By Jaroslaw Adamowski
December 19 – Poland’s Ekstraklasa, the operator of the top tier of Polish professional football league, is aiming to educate young footballers on the risks related to gambling. The initiative, carried out by the Ekstraklasa Foundation, is launched in cooperation with Transparency International which also collaborates with six other European football leagues on similar programmes.
The Ekstraklasa says that the project will contribute to preventing match-fixing by educating footballers, in particular those who are just beginning their career in professional sport.

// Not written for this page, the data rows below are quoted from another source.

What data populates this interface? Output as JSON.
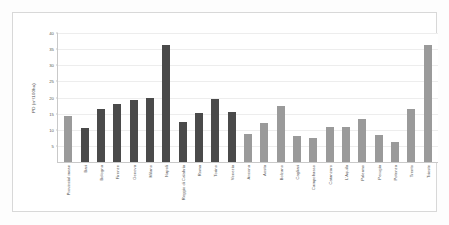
{
  "chart_data": {
    "type": "bar",
    "title": "",
    "xlabel": "",
    "ylabel": "PD (n°/100ha)",
    "ylim": [
      0,
      40
    ],
    "yticks": [
      0,
      5,
      10,
      15,
      20,
      25,
      30,
      35,
      40
    ],
    "grid": true,
    "legend": "none",
    "categories": [
      "Provincial mean",
      "Bari",
      "Bologna",
      "Firenze",
      "Genova",
      "Milano",
      "Napoli",
      "Reggio di Calabria",
      "Roma",
      "Torino",
      "Venezia",
      "Ancona",
      "Aosta",
      "Bolzano",
      "Cagliari",
      "Campobasso",
      "Catanzaro",
      "L'Aquila",
      "Palermo",
      "Perugia",
      "Potenza",
      "Trento",
      "Trieste"
    ],
    "values": [
      14.2,
      10.7,
      16.3,
      18.1,
      19.2,
      20.0,
      36.3,
      12.4,
      15.2,
      19.4,
      15.6,
      8.8,
      12.0,
      17.3,
      8.0,
      7.4,
      11.0,
      11.0,
      13.2,
      8.5,
      6.2,
      16.3,
      36.3
    ],
    "bar_styles": [
      "light",
      "dark",
      "dark",
      "dark",
      "dark",
      "dark",
      "dark",
      "dark",
      "dark",
      "dark",
      "dark",
      "light",
      "light",
      "light",
      "light",
      "light",
      "light",
      "light",
      "light",
      "light",
      "light",
      "light",
      "light"
    ],
    "colors": {
      "dark_bar": "#4a4a4a",
      "light_bar": "#9a9a9a",
      "gridline": "#ededed",
      "axis": "#c9c9c9",
      "text": "#525252",
      "background": "#ffffff"
    }
  }
}
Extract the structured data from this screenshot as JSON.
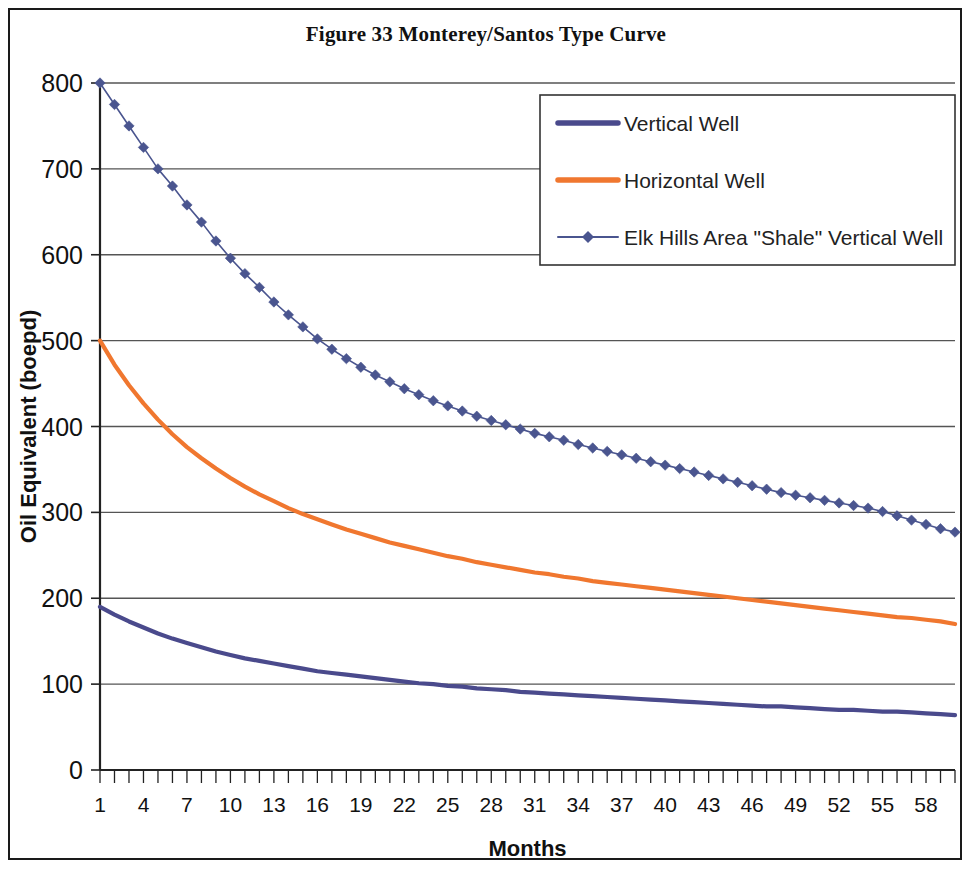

“In today’s modern football, we are facing other types of risks related to corruption than those encountered just a few years ago,” Marcin Animucki, chief executive of the Ekstraklasa Foundation, said in a statement. “The project aims to start educating young players at the earliest stage so that they comprehend as soon as possible the responsibility they are undertaking in professional football.”
Animucki said that footballers must understand that one moment of weakness can “waste all the effort they put into years of training and building their careers.”
Under the plan, the training will be carried out by the end of the 2013/2014 season. The project is supported by Lotto Foundation, an entity funded by Poland’s lottery operator Totalizator Sportowy.
Set up in 1993 and headquartered in Berlin, Germany, Transparency International is a non-governmental organisation focused on monitoring and combating corruption in politics, business and society. The NGO says it is present in more than 100 countries.